Christmas storms ground planes, derail trains and leave hundreds of thousands without electricity
Christmas storms ground planes, derail trains and leave hundreds of thousands without electricity
STORMS across northern Spain have caused a train to derail, left four people injured, homes and shops flooded, flights grounded and over 100,000 people without electricity.
Winds of up to 185 kilometres per hour (115mph) swept the north of the country and rainfall reached 140 litres per square metre (14 centimetres, or nearly six inches).
In Galicia, 88,000 homes were left without power in the early hours of Christmas Eve, and 20,000 of these were not reconnected until mid-afternoon – only just in time to cook the traditional festive feast that night for all the family.
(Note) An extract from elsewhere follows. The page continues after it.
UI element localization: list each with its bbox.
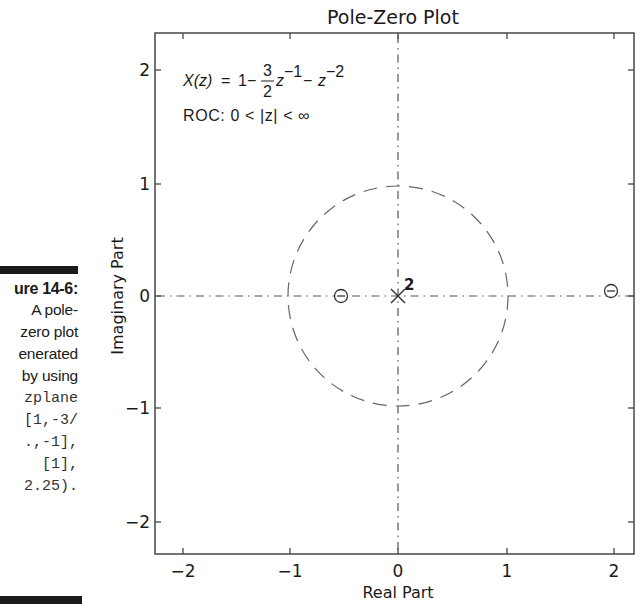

A FEVE train came off its rails in Covas (Lugo province) in the north-western region of Galicia after a tree fell on the track.
None of the 10 passengers or crew were injured, and they were taken to their onward destination by taxi.
A 50-year-old man and a girl of 17 were injured by falling trees in Valladolid, in the central region of Castilla y León, and a man of 60 in the same town by a flower pot which fell from a balcony.
In the Basque Country, a pedestrian was hurt by a tree coming down on him in the province of Guipúzcoa.
Restaurants and bars had to shut early in the Basque Country and Asturias as the power went off, whilst six flights from Bilbao were cancelled – those coming in from Paris, Brussels, Madrid and Sevilla – and two others diverted to Barcelona.
Three planes were unable to land in Lugo due to the weather, and several other flights were cancelled.
Flights travelling to the UK from all over Spain were affected as the cold weather wave, known as an 'explosive cyclogenesis', caused flash floods and power cuts in Britain with entire motorways in the south of the country closed due to accidents, water and falling trees.
Planes due to land at Heathrow were diverted to Gatwick, where chaos ensued due to lack of 'parking space' on the runway and luggage belts not working as a result of no electricity.
Passengers flying in from Málaga and Alicante had to search through hundreds of suitcases dumped on the floor to find their own, and the baggage office was working flat-out to assist the long queues.
Similar weather has been predicted for another 44 provinces in Spain, including the east and south-east, for today, tomorrow and New Year's Eve.